From "Beginnings: Reminisces of Early Des Moines"

     A member of the prominent Sherman family of Ohio, Lampson Parker Sherman could count among his brothers John Sherman (a U.S. Senator from Ohio, U.S. Secretary of the Treasury under President Hayes, and U.S. Secretary of State under President McKinley) and famed military leader William Tecumseh Sherman, commanding general of the U.S. Army from 1869-1883. While his two brothers found nationwide prominence in their respective fields, Lampson P. Sherman gained a measure of notoriety in his own right, being a newspaper publisher and a founding father of Des Moines, Iowa, helping to author that city's charter in 1851. Sherman would go on to serve as the third Mayor of Des Moines and lived long enough to see the burgeoning city become Iowa's most populous, as well as its capital.
  The seventh son in a family of eleven children, Lampson P. Sherman was born in Lancaster, Ohio on October 13, 1821, two years following William Tecumseh and two years before John. Their parents, Charles Robert and Mary Hoyt Sherman, had married in Connecticut and both were residents of Ohio by 1811. Lampson P, Sherman's early life in Ohio saw him begin a long-term connection with newspaper publishing, being on the staff of the Cincinnati Gazette, where he was employed as a foreman. He married in Ohio in 1845 to Mary A. Gitchell, who died shortly after their marriage on May 1, 1848. The couple is recorded as having one son, Charles Hammond Sherman  (1846-1916).
   In the year following his wife's death, Lampson Sherman left Ohio and moved to Iowa, settling in the then-infant community of "Fort Des Moines". He returned to newspaper publishing shortly after his relocation, establishing the "Fort Des Moines Weekly Gazette", mentioned as being the first Whig news publication to be published in the area. Sherman served as both its editor and publisher, and this paper later underwent changes in ownership (as well as several name changes) and continued on for many years as "The Iowa State Register". In December 1851 Sherman remarried in Des Moines to Rebecca Lawson (1830-1905), later having eight children: Stephen L'Hommedieu (1852-54), Mary Elizabeth (died in infancy in 1855), James Edward (1856-1863), John (1858-1948), Elmer Ellsworth (1861-1863), Minnie Edith (1854-1952), William T. (died in infancy in 1867) and Lampson Parker Jr. (1868-1955).
  Beginning in the early 1850s Sherman began to branch out into other aspects of Des Moines public life, helping to draft the "Fort Des Moines" city charter in 1851, and three years later was elected as the Mayor of "Fort Des Moines". In the year following his mayoralty, he served as "Fort Des Moines" city recorder and later as city treasurer, being elected to the latter office in 1858. Sherman would also hold a seat on the Des Moines City Council after it dropped the "Fort" from its name, serving here from 1869 to 1870.
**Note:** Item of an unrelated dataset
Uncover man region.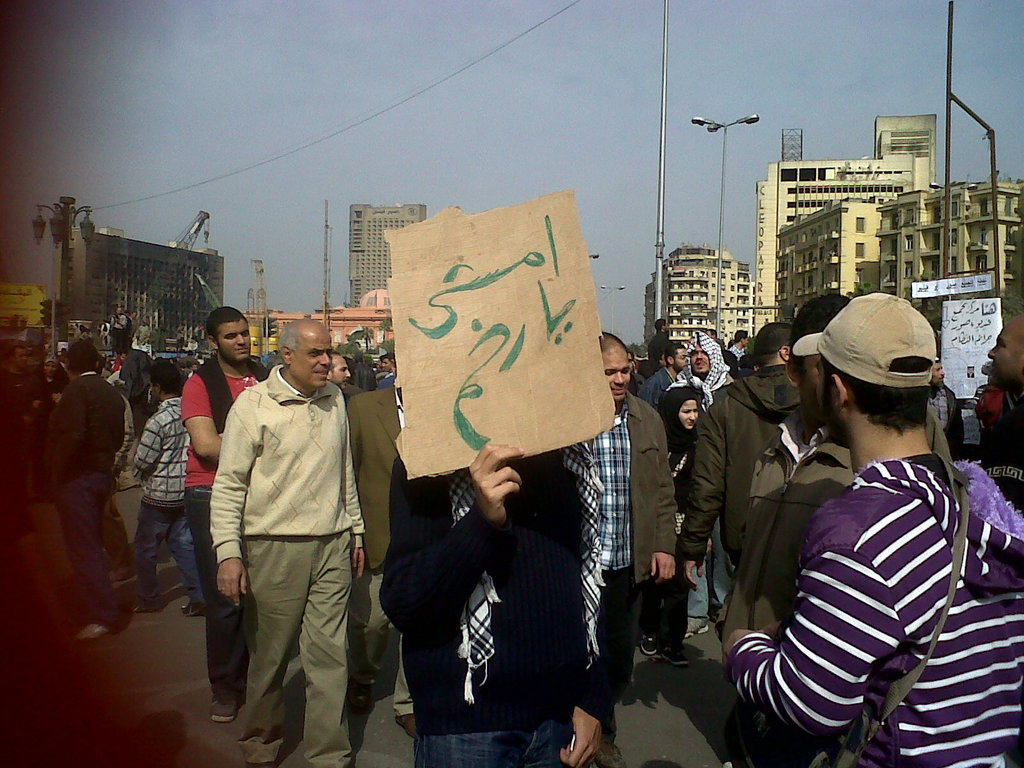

Lampson P. Sherman, from Andreas' Historical Atlas of Iowa, 1875.

   Active in banking and finance in addition to his political activities in the city, Lampson Sherman served as the secretary of the Equitable Life Insurance Company under his younger brother Hoyt beginning in 1867. Also in 1867, Sherman was appointed to the position of U.S. Collector of Internal Revenue for Iowa's Fifth District, holding this post for twelve years. A past deputy district grand master of the International Order of Odd Fellows, Sherman also maintained a membership in the Iowa State Horticultural Society, and for a time served as the treasurer of the Board of the Iowa State Agricultural College from 1866-68.
   Lampson Parker Sherman died at age 79 on November 21, 1900, at his home in Des Moines. He had outlived his younger brother, Senator John Sherman, by exactly a month (the latter having died on October 22), and Lampson's cause of death is recorded in his Iowa State Bystander obituary as being the result of a "stroke of paralysis" he suffered a few days before his death. His wife Rebecca survived him by five years, and following her death in 1905 was interred alongside him in the Sherman family plot at Des Moines' Woodland Cemetery. History has also shown that Des Moines hasn't forgotten the past services of Lampson P. Sherman, as his home in Des Moines was placed on the National Register of Historic Places in 1988.

From the Iowa State Bystander, November 22, 1900.